Since our previous edition, the photographer's worldand everybody else'shas changed radically. Long established markets, relationships, and business models have shrunk, if not completely collapsed. Once valued skill sets have been rendered useless, and the fees clients are willing to pay have been reduced in every market sector. All in all, its fair to say that not all things are rosy in today's stressed-out image-making world.
There is, however, also a gooda very goodside to things. While it is true that on the one hand we photographers may be challenged as perhaps never before, it is also true that over the past several years manufacturers have swamped us with a seemingly endless flood of truly amazing gear. New generations of cameras, lighting gear, high-resolution printers, and sophisticated software have revolutionized how we work and how we think.
Today, it is commonplace for us to do that of which we could not even dream those few years ago when the previous edition of this book rolled off the presses. And so it goes. In some ways we are worse off than we once were. In others, we are better off.

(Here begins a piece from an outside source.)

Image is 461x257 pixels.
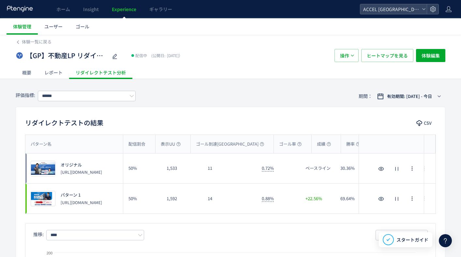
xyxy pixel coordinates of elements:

And then there is light the collective result of all those busy little photons that buzz around the universe as they have since its creation. Light is everything for us. Light is, always has been, and always will be the very foundation of that amazing amalgamation of art and science we call photography. And now, thanks to your continued support, there is this, the newest edition of LightScience & Magic. Our greatest hope for it is that it will, like earlier editions, help students to understand how light behaves, and always will. Armed with these timeless principles, one is ready to do battleand thoroughly enjoy itin this new and crazy world of picture making.
How to Learn Lighting
LightScience & Magic is a discussion, not a lecture. You bring to this discussion your own opinions about art, beauty, and aesthetics. We do not intend to change those opinions and may not even influence them very much. We will be more bored than flattered if reading this book causes you to make pictures that look like ours. For better or worse, you have to build your own pictures on your own vision.
What we do have to offer you is a set of tools. This book is about technology. Science. Brass tacks. It is information for you to use when you please, if you please, and how you please. This does not, however, mean that this book is not about ideas, because it is. The basic tools of lighting are principles, not hardware. Shakespeare's tool was the Elizabethan English language, not a quill pen. A photographer without mastery of lighting is like a Shakespeare who could speak only the language of the people in the Globe Theatre pit. Being Shakespeare, he still might have come up with a decent play, but it certainly would have taken a lot more work and, very likely, more blind luck than most people are entitled to expect.
Lighting is the language of photography. Patterns of light convey information just as surely as spoken words. The information that light conveys is clear and specific. It includes definite statements, such as The bark of this tree is rough or This utensil is made of stainless steel, but that one is sterling.
Lighting, like any other language, has a grammar and a vocabulary. Good photographers need to learn that grammar and vocabulary. Fortunately, photographic lighting is a lot easier to master than a foreign language. This is because physics, not social whim, makes the rules.
The tools we have included in this book are the grammar and vocabulary of light. Whatever we say about specific technique is important only to the extent that it proves the principles. Please, do not memorize the lighting diagrams in this book. It is entirely possible to put a light in exactly the same spot shown in the diagram and still make a bad pictureespecially if the subject is not identical to the one in the diagram. But if you learn the principle, you may see several other good ways to light the same subject that we never mention and maybe never thought of.